Can administrative law achieve any ideal of social justice? The answer is perhaps yes. But there is nothing built-in the system to encourage this result. For that reason, deference to administrators because of the political aims they might pursue is a week reed on which to rest a more general case for deference.

This much was made clear to me when I read a recent piece by perhaps the most revered administrative law scholar in Canadian history, John Willis. Celebrated in the academy, Willis is best known for his piece on administrative law functionalism (John Willis, “Three Approaches to Administrative Law: The Judicial, The Conceptual, and the Functional” (1935) 1 U.T.L.J. 53), laying out his view of administrative law as a body of law that should charitable to the aims and expertise of administrators—fundamentally, in their good-will as holders of the public trust, and in their ability to deliver impartial, efficient justice relative to the courts. The idea was that courts should defer to administrators for this reason. Willis was at heart a social democrat, as noted in this paper sketching an intellectual history of administrative law in Canada. The underlying philosophy was a belief in government, in contrast to a belief in judges, who were said to stultify the development of the social welfare state in favour of the common law.
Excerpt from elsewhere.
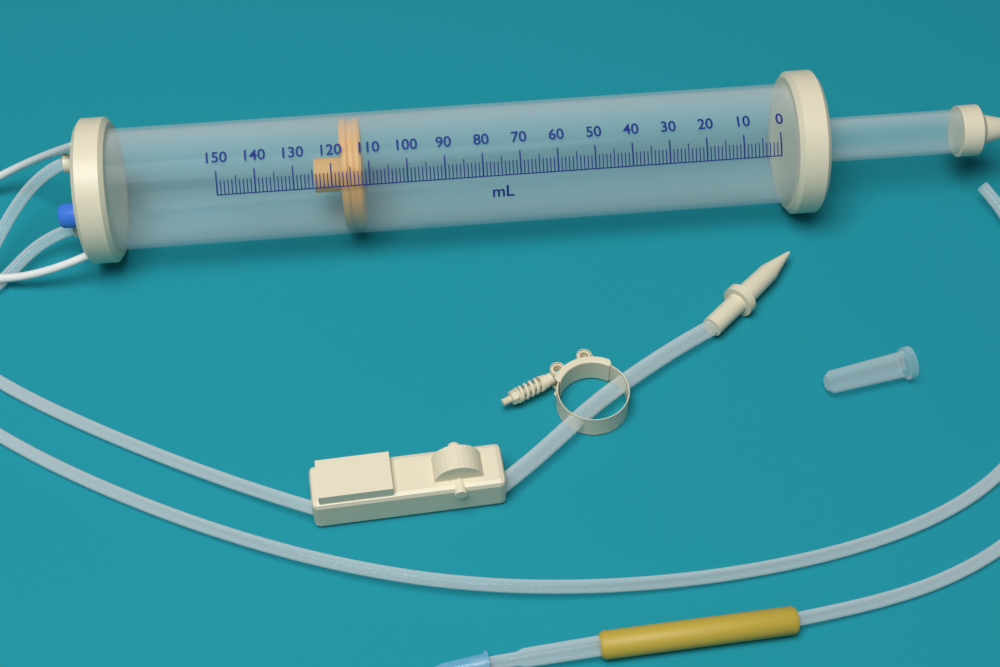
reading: 112 ml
Indeed, Willis self-described himself as a “government man.”

The administrative law functionalists were politically-minded people, advancing a political agenda against the common law judges. But their argument for deference was also admittedly political. Says  Michael Taggart (at 257):

These left-leaning scholars were deeply resentful of what they saw as conservative judges twisting the pliable rules of statutory interpretation to favour the existing order, privileging the rich and the powerful, and defeating the purposes of statutes intended to further the interests of the workers, the homeless, and the least well-off in society.
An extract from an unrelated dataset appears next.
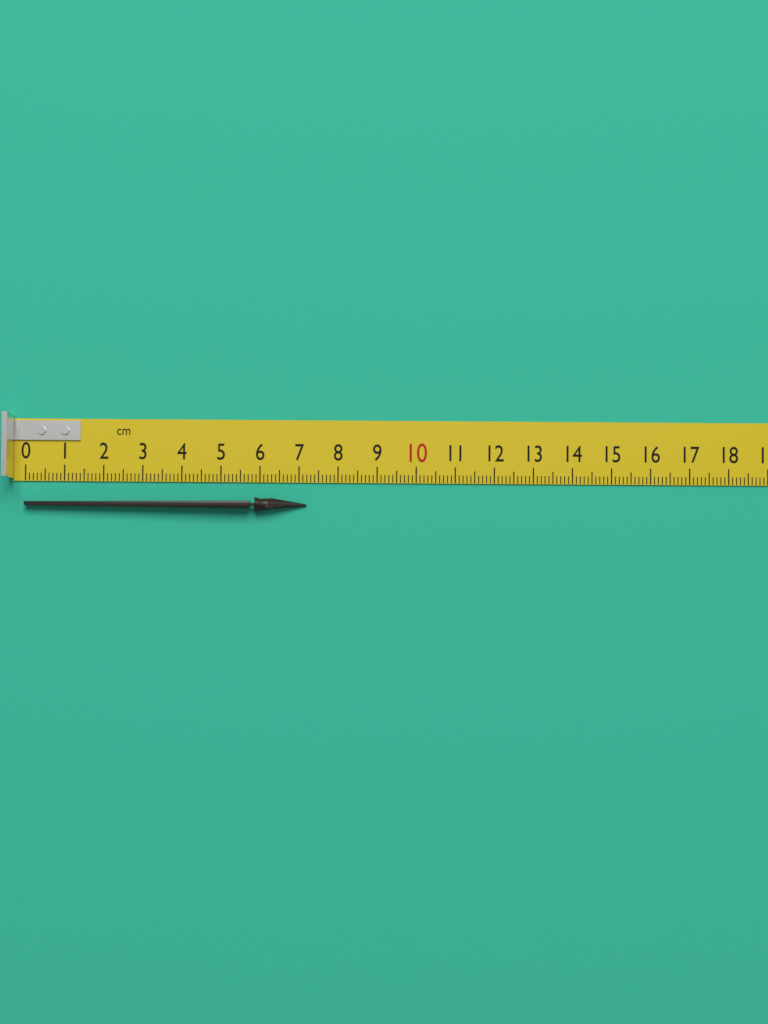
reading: 7.2 cm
One might see, here, a commitment to social justice broadly conceived. But the functionalists, and the way they taught us to think about administrative law, had significant blindspots, in an ideological sense. Not all causes were equally represented in their social justice mindset. Read, for example, this quote by Willis in his “Administrative Law in Retrospect” at 227, in which Willis decries growing trends to subject the administrative process to norms of transparency and accountability:

I am thinking particularly of a number of currently fashionable cults and the damage they may do to effective government if they are allowed to infiltrate too deeply into the procedural part of administrative law: the cult of ‘the individual’ and claims by prisoners in penitentiaries, complaining of their treatment there or applying for parole, to a formal ‘right to be heard’; the cult of ‘openness’ and claims by the press to the right to dig into confidential government files; the cult of ‘participatory democracy’ and claims by ‘concerned’ busybodies to the right to be allowed to take court proceedings to curb, say, alleged illegal pollution or alleged dereliction of duty by the police.

One need not belabour the point; to the extent Willis is representative of a functionalist mindset, the commitment to social justice only went as far as required to protect the prerogatives of government. This is an empty form of social justice, one more attuned to the preservation of government as a functioning institution than the use of government to achieve outcomes that improve social welfare. This might be a legitimate aim, though one should wonder why courts should have any involvement in propping up modern government. But let’s not pretend it is an ideal vision of social justice.

What’s more, the vision ended up being remarkably short-sighted. Nowadays, the administrative state is most problematic in areas which affect the least well-off, including those that Willis slagged in his article: prisoners, those suffering from pollution, immigrants and refugees, and social assistance recipients. How can a broader theory of delegation to administrators, based on the relative conservatism of courts, miss out on all of these people?

This illustrates a broader point, about which the real functionalist motivations shed light. Delegation to administrators, no matter the substantive or pragmatic justifications for it, is about power. Whether it is a delegation of legislative power, an executive power of appointment, or otherwise—delegation is about a transfer of a power from one entity to another. In this case, it is a transfer of power from one branch of government to another—most notably from the legislative to the executive. The power of the executive branch is aggrandized by delegated power. The functionalists, at least Willis, understood this, By trying to fend off pesky “prisoners” and “busybodies,” the functionalists directed their attention as much to courts as to litigants seeking to challenge executive action in courts. The effect of their doing so was the preservation of administrative power.

As I’ve previously written, the upshot of this is that power can be wielded in either direction. Executive power in particular can be put towards social welfare ends. But power is inherently neutral, and is shaped by the person wielding it. Administrative power, just as much as it can be used for social welfare ends, can also be used to stymie social welfare goals. This much the administrative law functionalists teach us.

Author: Mark Mancini

I am a PhD student at Allard Law (University of British Columbia). I am a graduate of the University of New Brunswick Faculty of Law (JD) and the University of Chicago Law School (LLM). I also clerked at the Federal Court for Justice Ann Marie McDonald. I have interests in: the law of judicial review, the law governing prisons, and statutory interpretation.